Advances in automation have provided for sustained productivity increases and manufacturing growth over the past decade. Sustaining this growth will require automation to become more agile and flexible, enabling the automation of tasks that require a high degree of human dexterity and the ability to react to unforeseen circumstances.
The traditional robot program-by-teaching model takes considerable time, requires extensive expertise, and does not lend itself to tasks that require adaptability. This has limited robots to high-volume, repetitive operations and precluded them from low-volume, time critical, and flexible projects.
Offline programming of robots is possible, like the computer-aided manufacturing (CAM) method widely used for machine tools. However, the poor accuracy of robots compared with machine tools limits them to jobs with low tolerance requirements, or requires additional methods such as calibration, modeling, and external sensing to improve their accuracy.

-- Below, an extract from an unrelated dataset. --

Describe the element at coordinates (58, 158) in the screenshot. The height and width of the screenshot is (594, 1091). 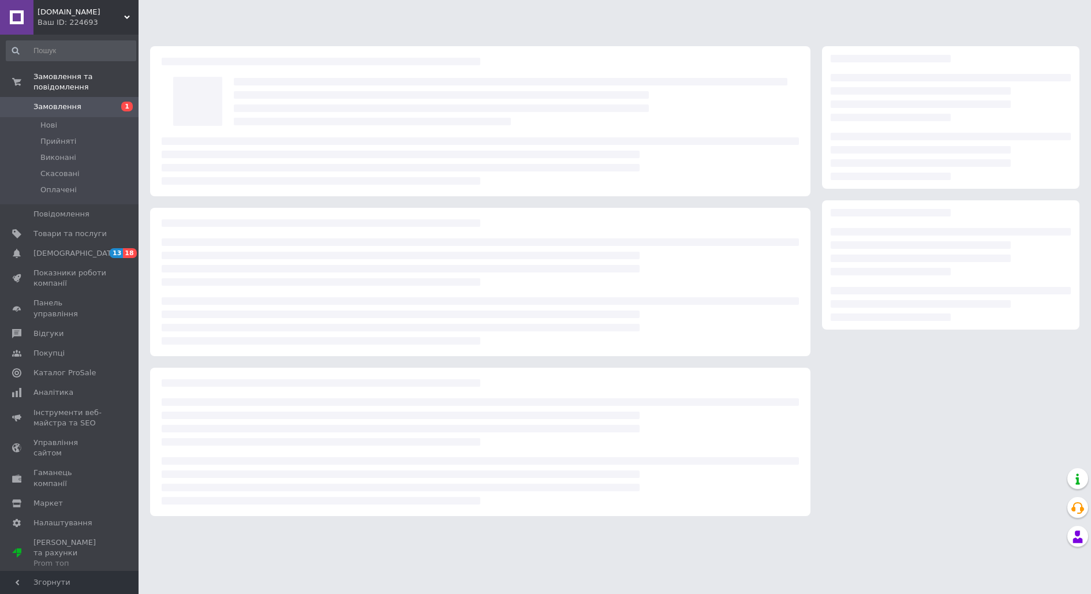
I see `span: Виконані` at that location.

These methods increase the upfront cost of a robotic system. However, advances and cost reduction in sensing technologies (especially laser scanning) have brought robot systems into the price range of even small-to-medium enterprises (SMEs).
Future manufacturing environments will have multiple cobots and humans working in close-proximity and collaborating on specific tasks.
Robots are currently unable to reliably detect human presence in environments with high uncertainty and contextually understand human activity. Similarly, limited systems currently exist for dynamic, distributed sensing for safety.
ARM has identified the development of real-time coordination and orchestration between multiple robots and multiple humans to perform advanced manufacturing processes as a key area of interest.
Adaptive real-time path planning and motion control is increasingly essential in manufacturing environments, particularly as industries adopt advanced automation and robotics.
This technology optimizes the movement of machines, robots, and material handling systems, enhancing efficiency, productivity, and safety on the factory floor.
A successful system conveys a technical approach or methodology that enables advanced manufacturing robotic systems to adjust a path or trajectory to variations that may occur in the system or process.